AB-MP1-1956-004 The Mistral

Technical information

Biographical / historical context

In Breuillaud’s corpus, 1956 marks a moment of synthesis, when the cubist-inflected vocabulary of previous years increasingly frees itself from descriptive motif. Rather than “representing” a subject, the artist seeks to translate states—breath, displacement, thrust, turbulence—through the organisation of coloured planes.

The title The Mistral refers less to a landscape than to a sensation: the dynamics of wind become a constructive principle. In this context, Breuillaud favours overall devices (ovals, whirlwinds, diagonals) capable of carrying the composition across the whole surface and unifying the canvas in a continuous movement.

Formal / stylistic description

The canvas is organised around a vast elliptical form that frames and channels the gaze. Inside it, interlocking ribbons and segments, with clearly outlined contours, compose a “mechanics” of curves and counter-curves.

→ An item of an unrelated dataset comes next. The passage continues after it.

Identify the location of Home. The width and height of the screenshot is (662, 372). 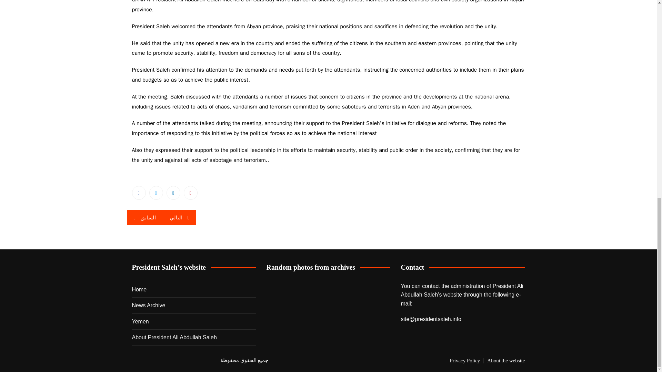
(139, 290).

The palette, dominated by a warm orange ground, is crossed by greens, ochres and violets, with transition zones where colours merge in glazes or lighter rubbings. The masses articulate through juxtapositions of planes and dark lines acting as hinges: they cut, accelerate and give the painting its rhythmic vibration. The whole evokes a circular gust, as if the pictorial matter were caught in a squall.

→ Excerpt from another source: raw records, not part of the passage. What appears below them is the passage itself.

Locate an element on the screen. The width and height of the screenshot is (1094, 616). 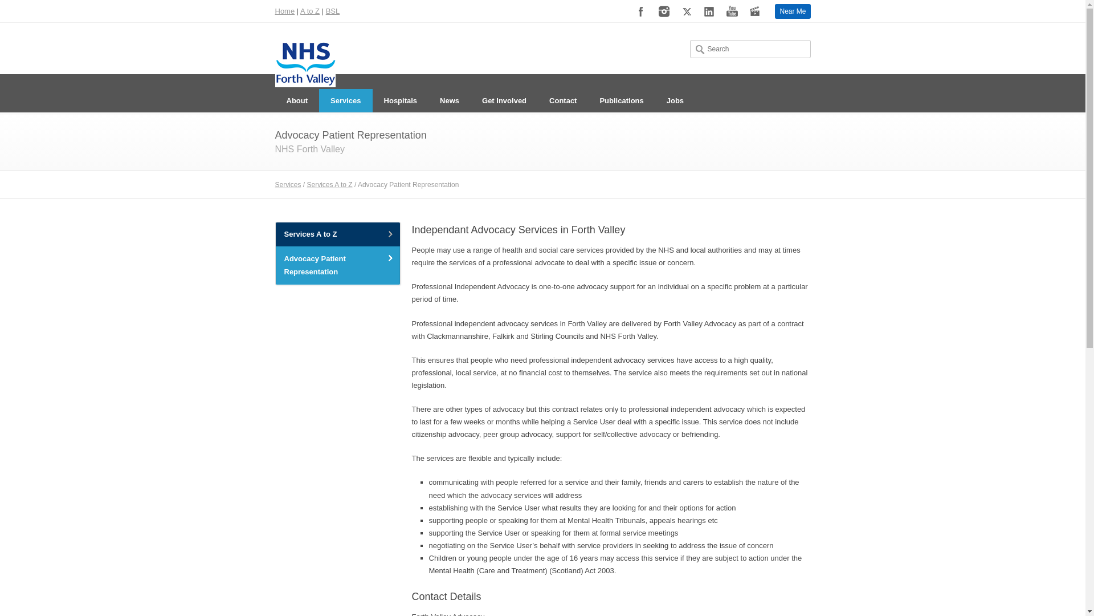
Videos is located at coordinates (755, 11).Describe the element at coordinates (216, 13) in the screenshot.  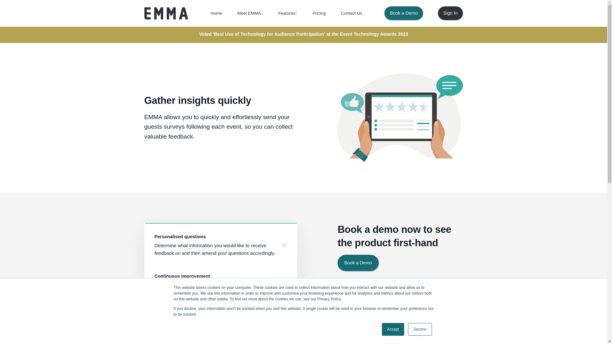
I see `Home` at that location.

Comparative analysis / related works

The Mistral belongs to a sequence of movement compositions in which Breuillaud exploits motifs of rotation and the swaying of forms. Similar elliptical framing and coils can be found in works close in rhythm, such as “Russian Song” (AB-MP1-1956-002) or “Movement No. 1” (AB-MP1-1956-001), and in later researches explicitly centred on rotation (“Rotation”, AB-MP2-1957-003).

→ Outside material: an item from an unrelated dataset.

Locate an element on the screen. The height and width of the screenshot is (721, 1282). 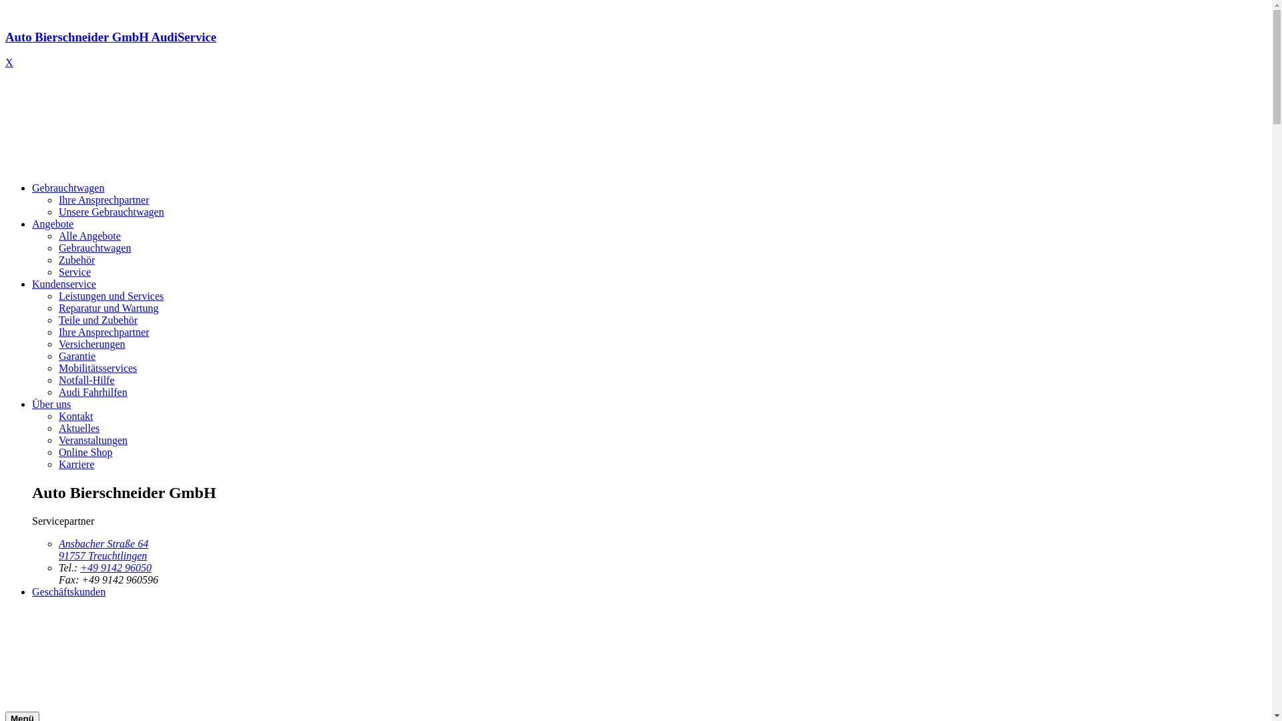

Compared with contemporary urban compositions (doors, alleys, quays), the structure here detaches from architectural reference: sensation prevails, and geometry primarily serves to inscribe movement within a continuous space.

Justification of dating and attribution

The dating 1956 is consistent with the phase of recomposition and dynamisation of planes observed in several oils of the same year (elliptical structures, driving diagonals, warm palette heightened with greens).

The work bears Breuillaud’s signature (lower right, in red), consistent with his practices in this period. Its presence in the Pillement Catalogue (1967) provides an additional documentary marker for the attribution.

Provenance / exhibitions / publications

Provenance: private collection.

Publications: reproduced in the Pillement Catalogue, 1967.